Maybe Rankin and chair of the Upstate Pregnancy Center board, Brenda Stewart, have plans to make this a place that actually helps women in the county. Maybe they’ll be the radical exception to the rule and help women access STI testing to make sure they don’t pass on congenital syphilis to the developing fetus. Maybe they’ll give these women direct income assistance so they could actually afford to have these children. Maybe they’ll lobby for the state to expand Medicaid (we are one of 12 states that haven’t yet—how cruel to continue to punish our citizens by denying medical care and coverage).
Maybe they’ll even use their political clout to get something women actually need, which is to have a place to deliver these babies they’re so intent on women having. Last year I wrote about the closure of the only labor and delivery unit in the county, and it remains closed.
Multiple babies have now been born in the Laurens County Hospital ER, where the staff has been denied training on basic monitoring equipment like tocodynamometers that measure uterine contractions (they’re monitoring contractions by literally the laying on of hands, ffs is this the 19th century). They even locked the doors to the L&D unit so staff can’t access any of the equipment. Women in distress or in need of a c-section have to transfer to hospitals in Greenville or Greenwood, almost an hour away. With limited fetal monitoring capacity in the ER, I can’t imagine how stressed the staff feel, and it seems like a ticking bomb before we needlessly lose a mom or baby or both in delivery.
in has written extensively about the Republican plan to fund these crisis pregnancy centers to make it look like they care about women. In Laurens County we do not need the local and state government giving hundreds of thousands of dollars to centers that will give out free pregnancy tests and try to convince women to hand over babies to Christian adoption agencies. We desperately need healthcare for these women, and for these babies if they choose to have them. Right now in Laurens County, that healthcare remains extremely limited.(Malissa Burnette and her team are doing what they can to try to push the SC ban back from six weeks to nine… more on that in next week’s newsletter.)

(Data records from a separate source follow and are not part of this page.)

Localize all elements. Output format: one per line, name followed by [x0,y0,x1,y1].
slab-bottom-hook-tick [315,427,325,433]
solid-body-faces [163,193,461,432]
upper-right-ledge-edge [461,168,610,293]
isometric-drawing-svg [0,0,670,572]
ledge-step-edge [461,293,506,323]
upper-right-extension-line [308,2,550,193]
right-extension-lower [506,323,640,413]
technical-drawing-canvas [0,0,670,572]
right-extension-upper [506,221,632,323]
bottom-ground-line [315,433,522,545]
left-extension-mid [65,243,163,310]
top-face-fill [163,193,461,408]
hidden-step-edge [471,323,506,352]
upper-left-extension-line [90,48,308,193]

The crisis pregnancy centers are so predatory. They really take people at one of their most vulnerable moments and exploit their fear and uncertainty. It's really awful that they're funding one of those instead of putting the money towards funding somewhere for people to safely deliver.
"Multiple babies have now been born in the Laurens County Hospital ER, where the staff has been denied training on basic monitoring equipment like tocodynamometers that measure uterine contractions (they’re monitoring contractions by literally the laying on of hands, ffs is this the 19th century). They even locked the doors to the L&D unit so staff can’t access any of the equipment." I guess I'm just a naïve Brit, but how is this even legal, and how is it happening in the US in 2024?